How Fast Are We Moving Through Space?

The question of “how fast are we moving” does not have a single, simple answer because motion is always relative. Speed is only meaningful when measured against a specific frame of reference. We are simultaneously participating in multiple layers of motion, with each larger cosmic structure contributing a significantly faster velocity. Our true speed is the result of compounding motion relative to the Earth, the Sun, the Milky Way, and the universe’s oldest light.

Speed Relative to Earth’s Axis

The most immediate speed we experience is generated by the Earth spinning on its axis once every 24 hours. This rotational velocity is not uniform across the planet’s surface, as it depends entirely on latitude. Since the Earth is widest at the equator, points there travel the greatest distance in a single day.

A person standing on the equator moves at approximately 1,670 kilometers per hour (1,040 miles per hour). The speed steadily decreases toward the poles, dropping to about 1,200 kilometers per hour at a mid-latitude city like New York. This difference in velocity is why space agencies prefer to launch rockets from sites closer to the equator, such as Cape Canaveral, to take advantage of the maximum initial eastward boost.

Speed Relative to the Sun

While the planet rotates, it is also engaged in a much faster orbital journey around the Sun. This revolution defines our year, as the Earth travels an elliptical path over 365 days. The average speed of the Earth in its orbit is approximately 107,000 kilometers per hour (67,000 miles per hour). The speed is not perfectly constant throughout the year because Earth’s orbit is an ellipse, not a perfect circle.
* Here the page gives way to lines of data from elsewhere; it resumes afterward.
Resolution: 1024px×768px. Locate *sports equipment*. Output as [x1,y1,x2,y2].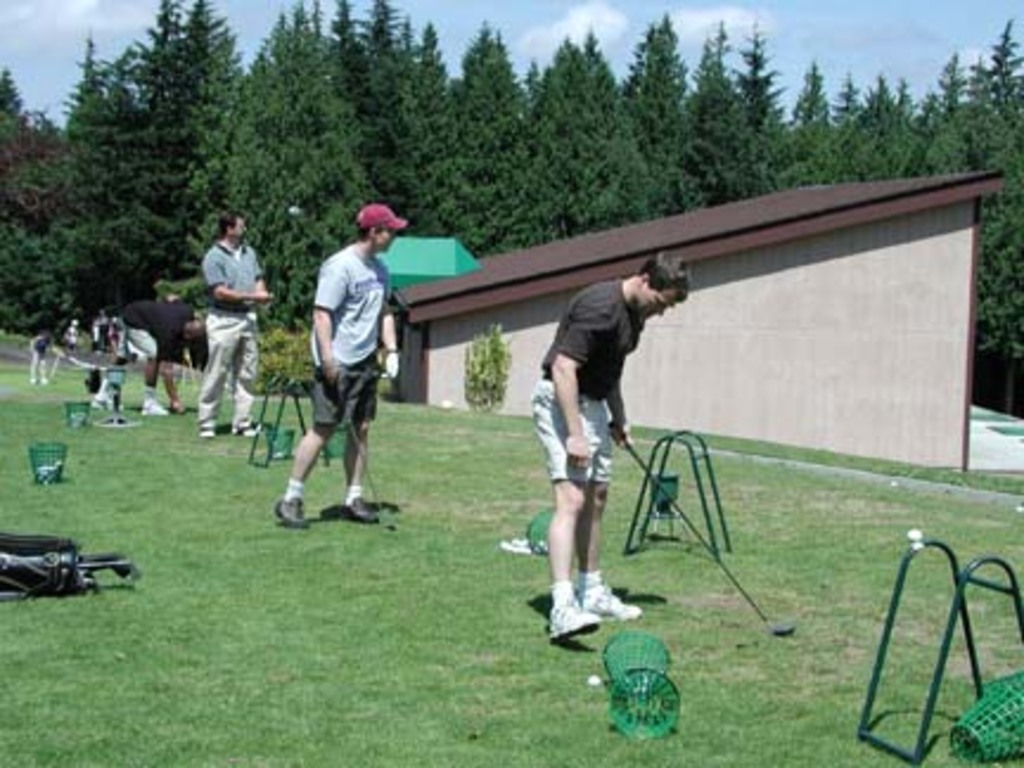
[277,498,308,526].
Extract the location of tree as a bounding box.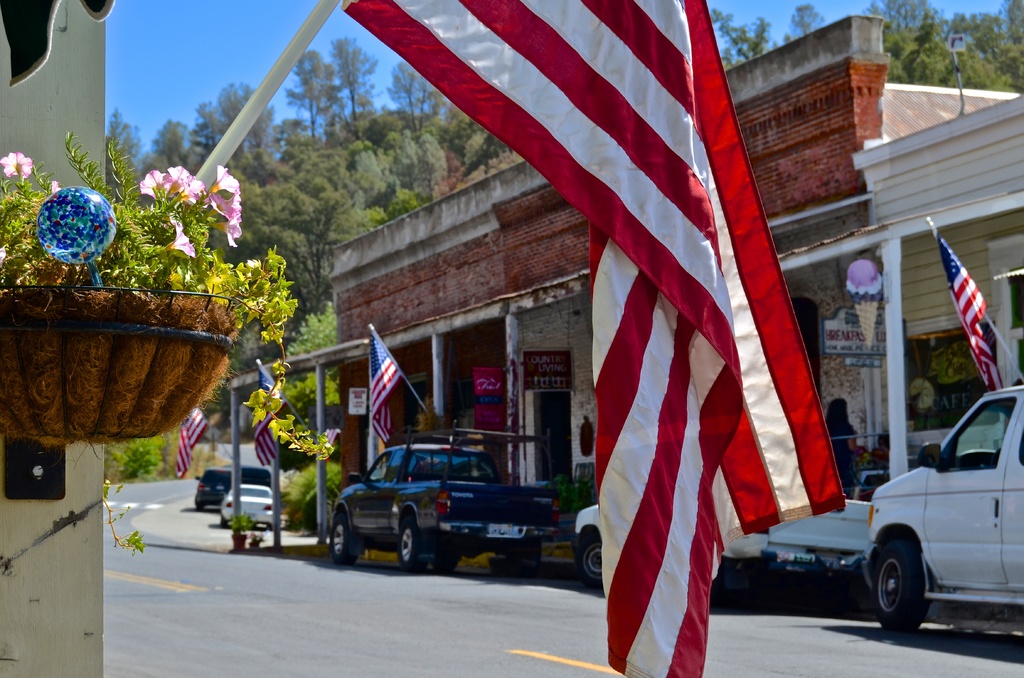
bbox=(789, 0, 834, 38).
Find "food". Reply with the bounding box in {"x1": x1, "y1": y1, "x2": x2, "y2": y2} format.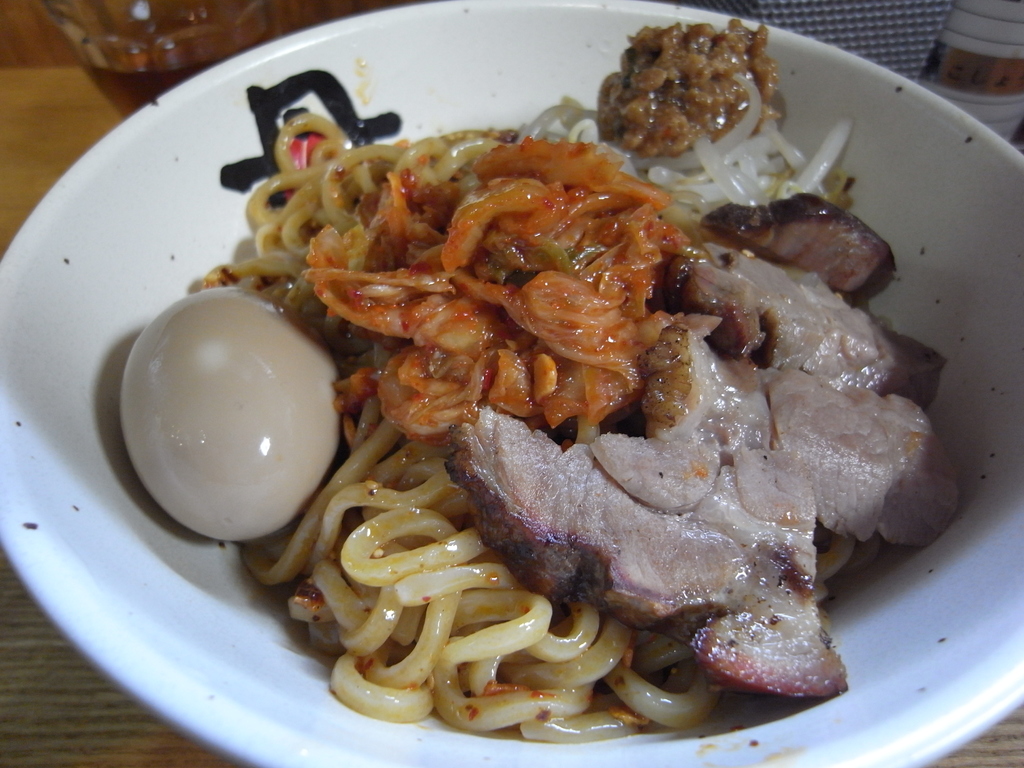
{"x1": 138, "y1": 58, "x2": 971, "y2": 718}.
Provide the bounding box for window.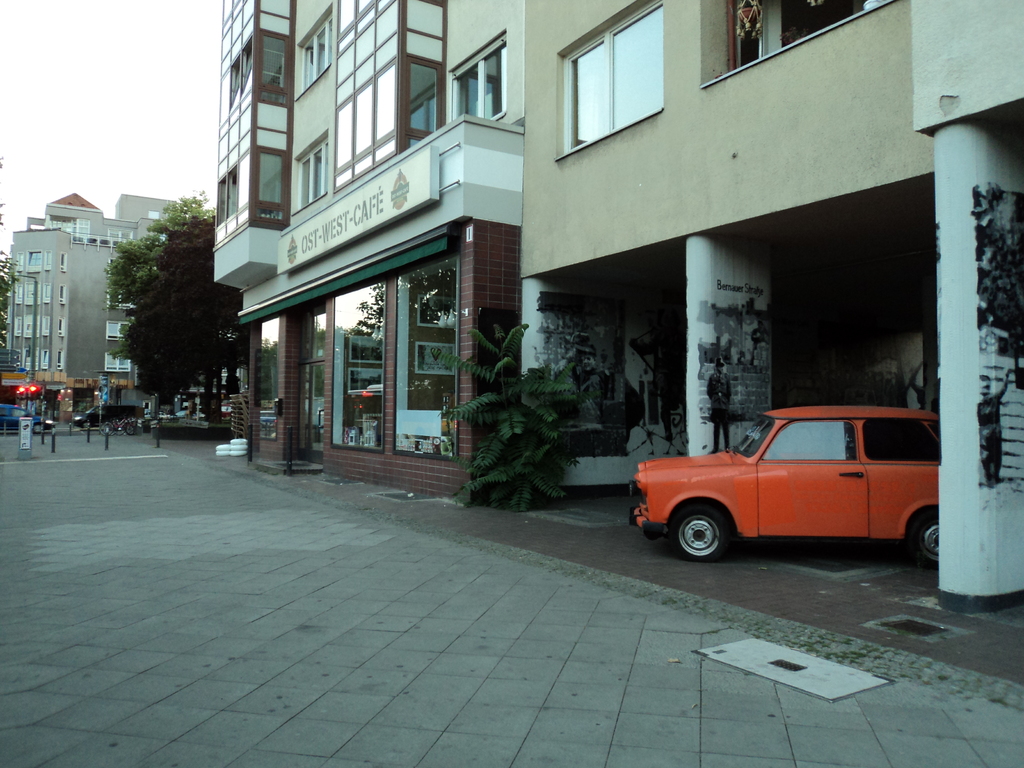
105 355 132 371.
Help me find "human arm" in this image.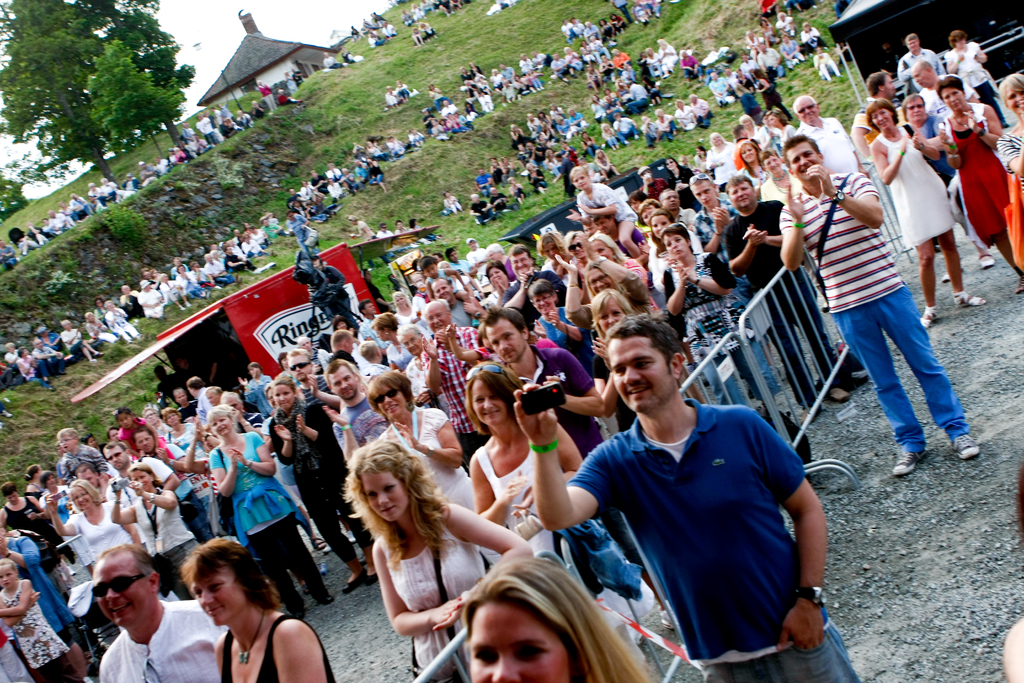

Earth moves slightly faster when it is closest to the Sun and slightly slower when it is farthest away. This immense orbital speed ensures that we travel roughly 940 million kilometers through space each year. This motion is a local speed, measured against the Sun, which itself is moving along with the rest of the solar system.

Our planet’s journey is a spiraling path, constantly looping around the Sun while the Sun carries us all forward.

Speed Relative to the Galactic Center

The Sun and its planetary system orbit the massive center of the Milky Way galaxy. Our solar system is located in one of the galaxy’s outer spiral arms, approximately 26,000 light-years from the center. This enormous orbit is the next major contribution to our total speed.

The Sun’s velocity around the galactic center is estimated to be about 230 kilometers per second, which translates to roughly 828,000 kilometers per hour (514,000 miles per hour). This motion is much harder to measure precisely than the Earth’s orbit, requiring observations of the relative motions of distant stars and gas clouds.

Even at this extreme speed, the vast scale of the Milky Way means that one full revolution takes an immense amount of time. The Solar System requires approximately 225 to 250 million Earth years to complete a single lap around the galaxy. Astronomers refer to this period as a “cosmic year,” and the Sun has completed only about 20 of these orbits since its formation.

Speed Relative to the Cosmic Microwave Background

The fastest and most universally referenced measure of our motion is relative to the Cosmic Microwave Background (CMB), the faint radiation left over from the Big Bang. The CMB is often considered a universal frame of rest because it permeates all of space and provides a reference point for the entire universe. Scientists measure our speed against the CMB by observing a phenomenon called dipole anisotropy.

This anisotropy is a subtle, yet measurable, temperature difference in the CMB across the sky. The direction we are moving toward appears slightly “warmer” because the photons are blueshifted by our motion. Conversely, the opposite side appears slightly “cooler” as the photons are redshifted, which is essentially a Doppler effect on a cosmic scale.

By measuring the magnitude of this temperature difference, astronomers calculate the speed of our motion through the universe. The entire Local Group of galaxies, including the Milky Way, is moving at approximately 630 kilometers per second relative to the CMB. This velocity, roughly 2.2 million kilometers per hour (1.4 million miles per hour), is the cumulative result of gravitational pulls from massive structures in our cosmic neighborhood.